EUROPE
Germany calls for global food security alliance

German development minister Svenja Schulze is travelling to the World Bank Group’s spring meetings in Washington with a clear mission: G7 and donor countries should form a food security alliance to tackle the global food crisis. EURACTIV Germany reports.

On Wednesday (20 April), Schulze said she wants to achieve “stronger coordination of the G7 and other donors and international organisations in the fight against the food crisis” at the conference, which is set to start on Thursday.

The proposal has already been presented to the G7, of which Germany currently holds the presidency. Now, the minister wants to lobby for international support in Washington.

Food prices have hit record highs since war broke out in Ukraine, one of the world’s most important wheat exporters and a major supplier for the UN World Food Programme. Export-dependent countries in Asia and Africa have been hit the hardest.

“We feel it here in Germany in our wallets, but in other parts of the world it is now a matter of securing livelihoods,” the Social Democrat minister added.

According to Schulze’s proposal, the global alliance should help coordinate aid offers from donor countries and adapt them to the needs of those affected by the crisis.

There is already a “great willingness to help” on the part of many countries – Germany has pledged €430 million in addition to the planned development budget. However, it is “important for developing countries that donors and organisations act quickly and with foresight in a coordinated manner,” Schulze said.

Lessons from COVAX

However, administrative structures in less developed countries are almost non-existent – meaning it is often not possible to coordinate aid among many different partners.
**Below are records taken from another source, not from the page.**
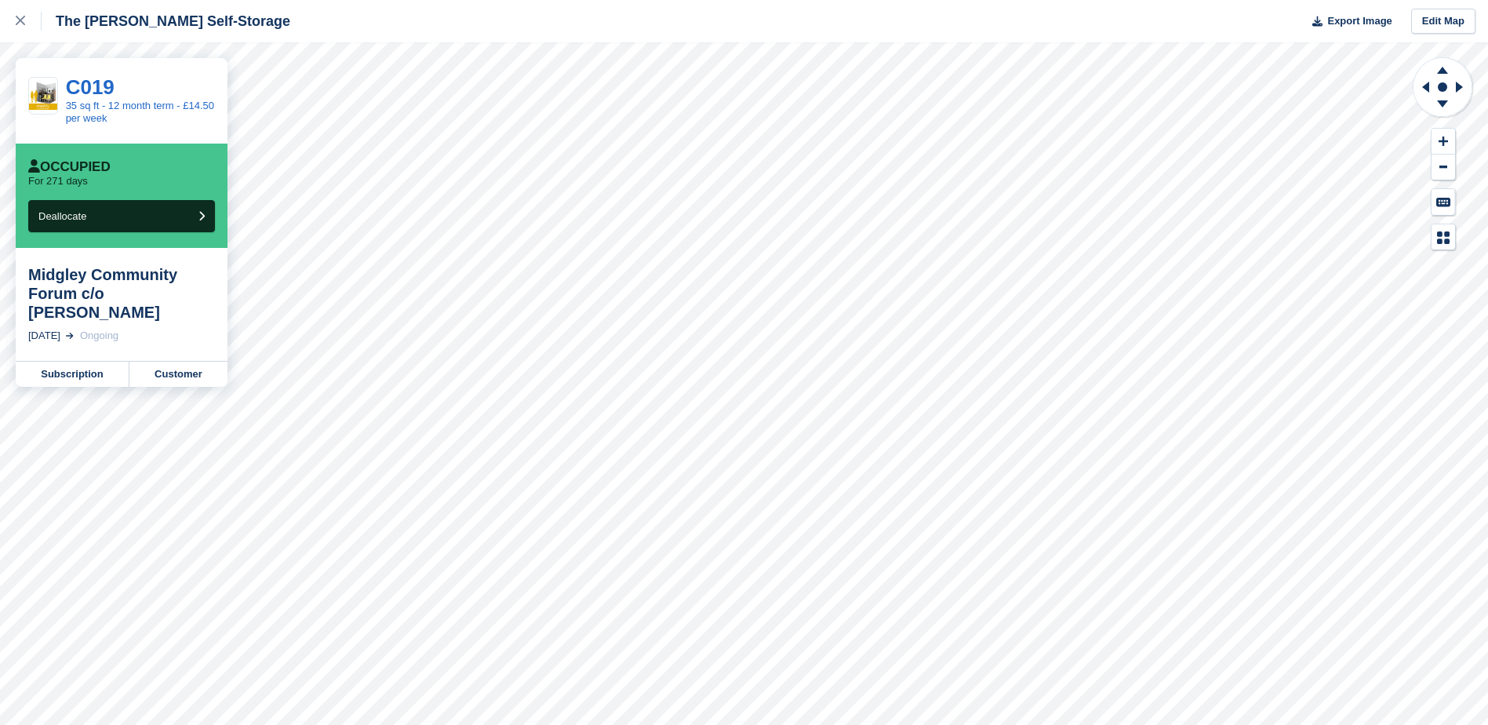 Image resolution: width=1488 pixels, height=725 pixels. What do you see at coordinates (62, 216) in the screenshot?
I see `span: Deallocate` at bounding box center [62, 216].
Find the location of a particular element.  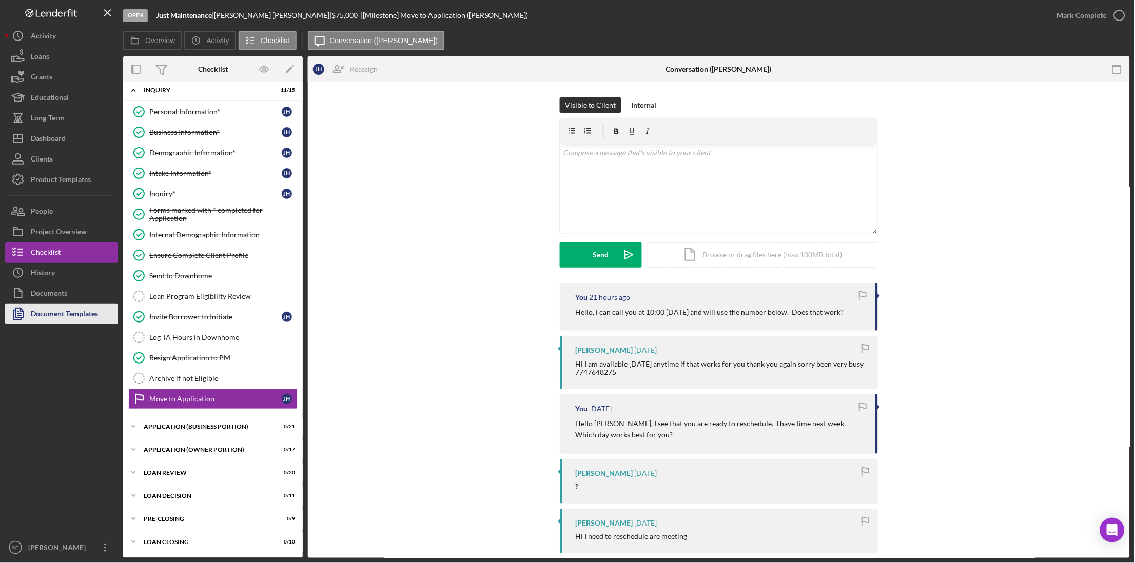

div: Documents is located at coordinates (49, 295).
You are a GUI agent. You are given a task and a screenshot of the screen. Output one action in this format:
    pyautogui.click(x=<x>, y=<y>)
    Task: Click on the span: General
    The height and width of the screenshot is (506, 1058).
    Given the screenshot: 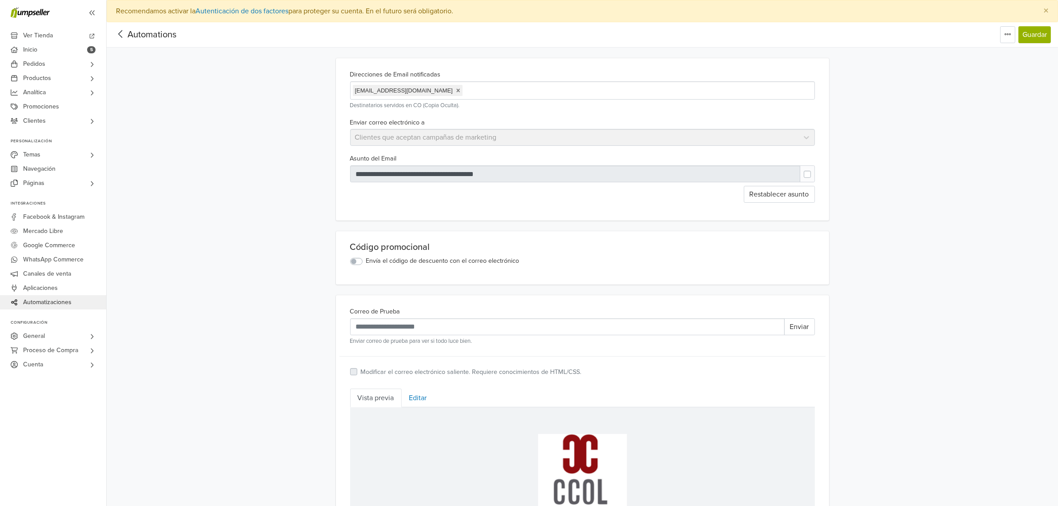 What is the action you would take?
    pyautogui.click(x=34, y=336)
    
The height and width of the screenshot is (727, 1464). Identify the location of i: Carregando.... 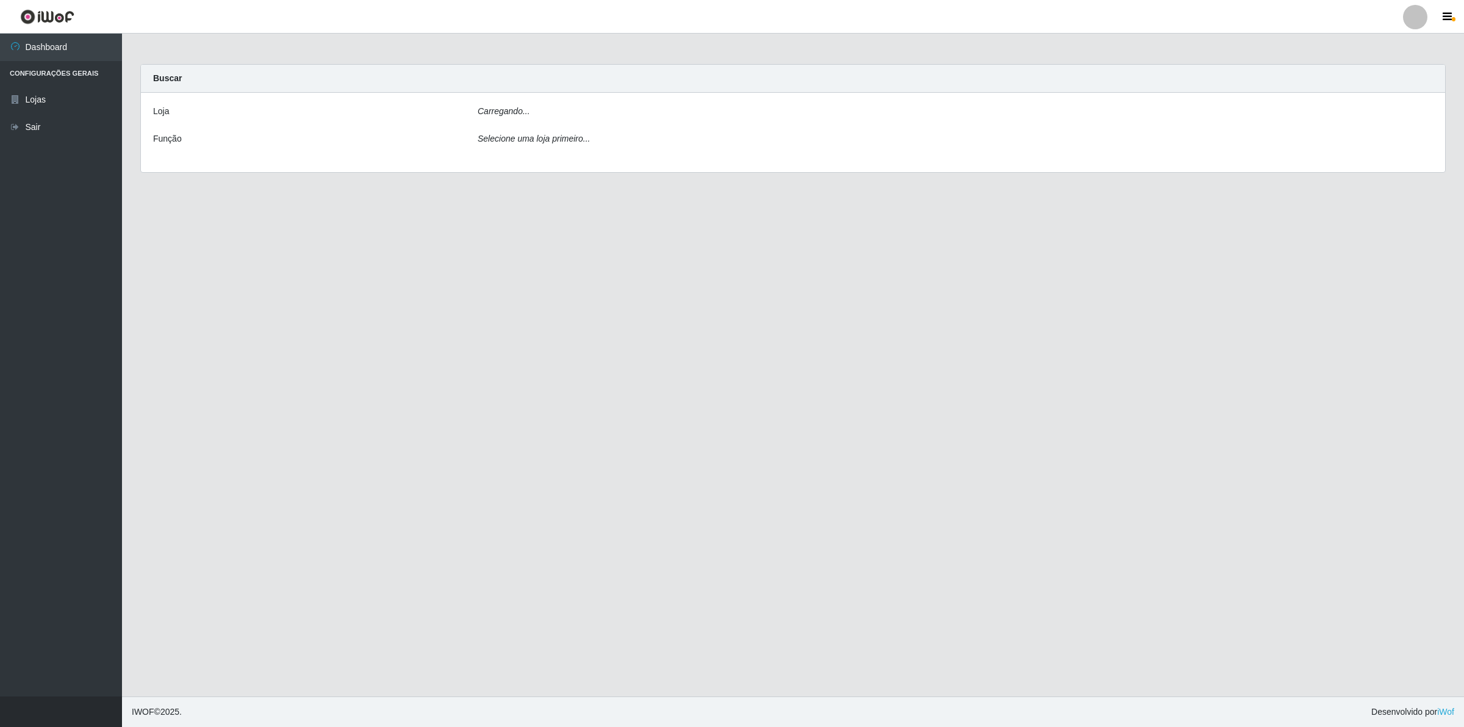
(504, 111).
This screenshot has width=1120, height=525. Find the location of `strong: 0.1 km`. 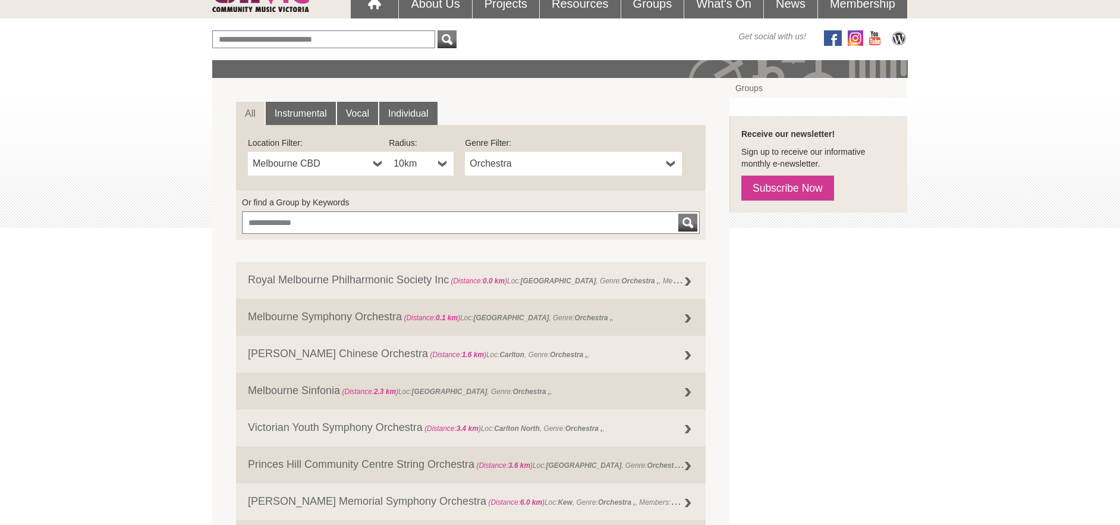

strong: 0.1 km is located at coordinates (447, 318).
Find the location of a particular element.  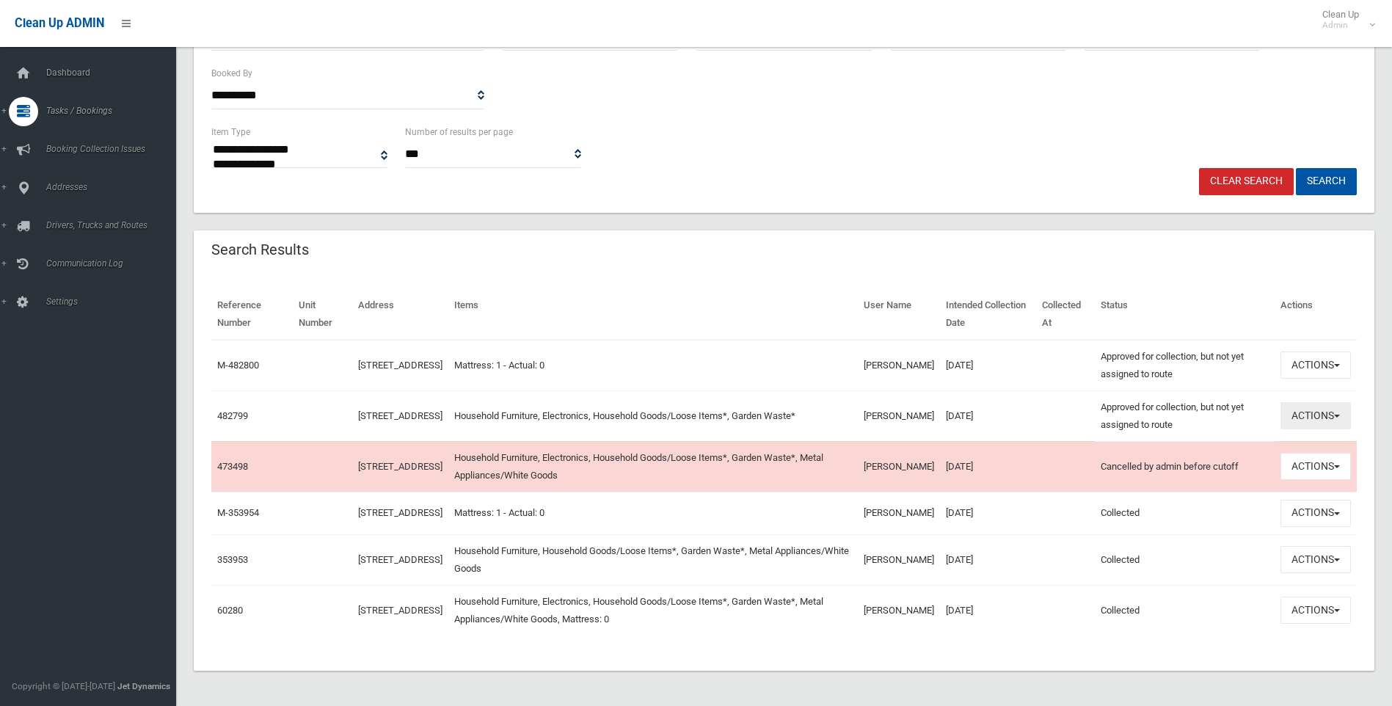

td: Household Furniture, Household Goods/Loose Items*, Garden Waste*, Metal Appliances/White Goods is located at coordinates (653, 559).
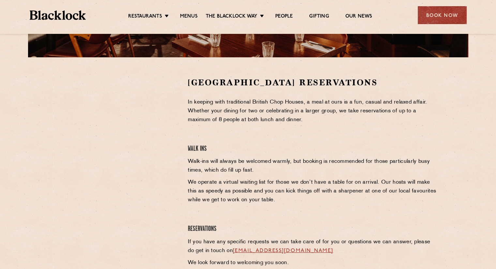 Image resolution: width=496 pixels, height=269 pixels. Describe the element at coordinates (284, 17) in the screenshot. I see `a: People` at that location.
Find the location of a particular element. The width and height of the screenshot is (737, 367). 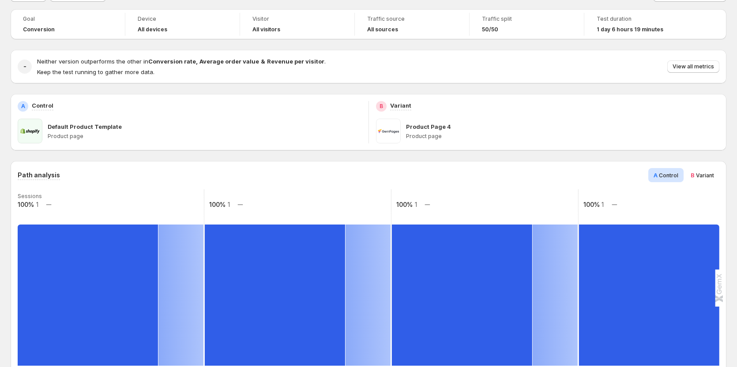

span: A is located at coordinates (655, 175).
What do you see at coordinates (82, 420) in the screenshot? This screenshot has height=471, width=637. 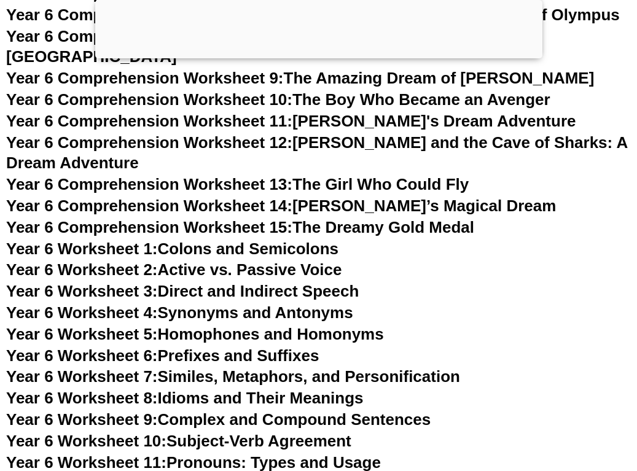 I see `span: Year 6 Worksheet 9:` at bounding box center [82, 420].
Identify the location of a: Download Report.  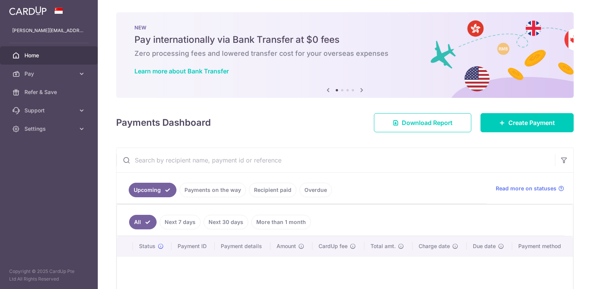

In practice, the new alliance is to be modelled on the international COVAX initiative, which was launched during the COVID-19 pandemic to ensure equal access to vaccines worldwide.

“What we learned there, we should as a global community now transfer to the effort against the looming food crisis,” said Schulze, adding that the alliance should be open to national governments and organisations like foundations and the private sector.

Similar to the global COVAX campaign, she said the platform should also focus on short-term crisis aid in the supply of food and support affected countries in the long term in building up their own resilient production capacities – in this case, food systems.

Thus, beyond mitigating the now-looming hunger crisis, the aim is also to “ensure that we don’t have hunger crises every year, but build structures that are more resilient.”

But the handling of the COVID-19 pandemic cannot only serve as a model for building an international alliance of supporters. It also shows where the international willingness to provide aid could be hampered: as with the distribution of vaccines, the global supply of food is threatened by the fact that individual countries are hoarding stocks.

Fighting the information war

“We know that China currently has half of the world’s stocks [of wheat],” Schulze said. It is now crucial to keep cross-border trade going and avoid export freezes, she added, as discussions in Europe over such freezes have intensified, with Hungary and Serbia, for example, having temporarily limited grain exports.

In addition to the initiative for a global alliance, Schulze also announced that she will visit Lebanon and Ethiopia after her return from Washington on Sunday.

“Lebanon is almost completely dependent on Ukrainian wheat supplies and was already very vulnerable,” she said. In Ethiopia, too, she said, the Ukraine war was exacerbating an already existing hunger crisis.

In Addis Ababa, Schulze also plans to visit the headquarters of the African Union. Dialogue with governments of the global South is particularly important “in these confrontational times”, she stressed – also to counter targeted disinformation by Russia.

“If the other side spreads the word that the West is to blame for hunger with its sanctions, then we must counter this and say clearly in direct dialogue: Russia’s war of aggression is to blame,” the German development minister also said.